[sheepdog] [PATCH] call a default signal handler in crash_handler()

MORITA Kazutaka morita.kazutaka at lab.ntt.co.jp
Fri Apr 12 10:30:55 CEST 2013


At Fri, 12 Apr 2013 16:02:17 +0800,
Liu Yuan wrote:
> 
> On 04/12/2013 03:53 PM, MORITA Kazutaka wrote:
> > Hmm, I don't get your point.  The logger crash_handler works as same
> > as the sheep and collie crash_handler do.
> > 
> > --- a/lib/logger.c
> > +++ b/lib/logger.c
> > @@ -489,6 +489,14 @@ static notrace void crash_handler(int signo)
> >         log_flush();
> >         closelog();
> >         free_logarea();
> > +
> > +       if (signo != SIGHUP) {
> > +               raise(signo);
> 
> We'd better in-line the comment why we call raise() in at least one call
> site. Looks cleaner to write a helper for unexpected  signal handling.

Okay.

> 
> > +
> > +               sd_printf(SDOG_EMERG,
> > +                         "signal (%s) didn't terminate the process.",
> > +                         strsignal(signo));
> > +       }
> >         exit(1);
> >  }        
> > 
> > signo!=SIGHUP means that the signal was raised because of the logger
> > problem.  Then, the crash_handler() re-raises the signal to dump a
> > core file and exit.  If something unexpected happens, the logger
> > process doesn't terminate in the default signal handler.  Then, the
> > logger notifies it to the user and exits in crash_handler.  If the
> > default handler works as expected, sd_printf and exit aren't called at
> > all.
> > 
> 
> Then the logger process is indeed terminated in the crash_handler(), so
> this unexpected signal causes the termination of logger, no?  This is
> what I am confused at. Why not just "unexpected signal xxx is raised."?

I didn't consider that the unexpected signal triggers the
crash_handler.  Then the reason we reach the line are:

 - The default handler (for SIGSEGV, SIGABRT, SIGBUS, SIGILL, or
   SIGFPE) doesn't terminate the process unexpectedly.

 - The unexpected signal has come and its default handler doesn't
   terminate the process.

Is it okay?  Then I think the current message shows what has happened
clearly.  In either case, we should stop the process immediately
because what we cannot expect has happened.

Anyway, we shouldn't reach the line.  Is it better to print "something
goes wrong" simply if the current message is confusing?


> EXERCISE
Taking the material as a whole, state how many of its lines contain "pixels". Write the number and nothing more.

> INPUT DATA
◆ ◆ ◆ ◆ ◆
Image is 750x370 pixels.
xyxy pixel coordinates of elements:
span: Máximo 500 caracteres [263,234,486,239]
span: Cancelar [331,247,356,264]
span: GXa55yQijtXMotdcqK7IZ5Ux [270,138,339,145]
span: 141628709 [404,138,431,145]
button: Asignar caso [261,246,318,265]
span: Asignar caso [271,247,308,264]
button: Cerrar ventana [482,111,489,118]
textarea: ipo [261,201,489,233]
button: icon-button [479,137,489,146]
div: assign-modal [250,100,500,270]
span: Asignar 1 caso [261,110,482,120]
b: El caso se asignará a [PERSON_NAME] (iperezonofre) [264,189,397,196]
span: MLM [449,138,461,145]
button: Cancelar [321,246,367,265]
◆ ◆ ◆ ◆ ◆
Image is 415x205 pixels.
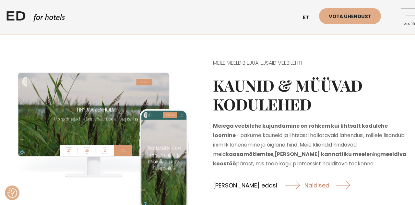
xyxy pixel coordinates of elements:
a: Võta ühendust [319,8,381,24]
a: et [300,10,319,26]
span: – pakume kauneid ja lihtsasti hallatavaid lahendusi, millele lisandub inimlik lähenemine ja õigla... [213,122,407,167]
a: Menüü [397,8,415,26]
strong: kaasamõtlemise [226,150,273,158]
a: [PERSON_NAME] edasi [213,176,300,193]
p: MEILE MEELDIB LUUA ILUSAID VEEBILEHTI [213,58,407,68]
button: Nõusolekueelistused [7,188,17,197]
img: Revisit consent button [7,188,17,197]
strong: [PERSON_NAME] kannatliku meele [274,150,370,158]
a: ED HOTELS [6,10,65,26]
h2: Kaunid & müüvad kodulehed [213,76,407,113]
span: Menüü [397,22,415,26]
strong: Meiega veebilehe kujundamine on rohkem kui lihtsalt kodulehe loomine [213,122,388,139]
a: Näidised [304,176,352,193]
◆ ◆ ◆ ◆ ◆
> YOUR SOLUTION
2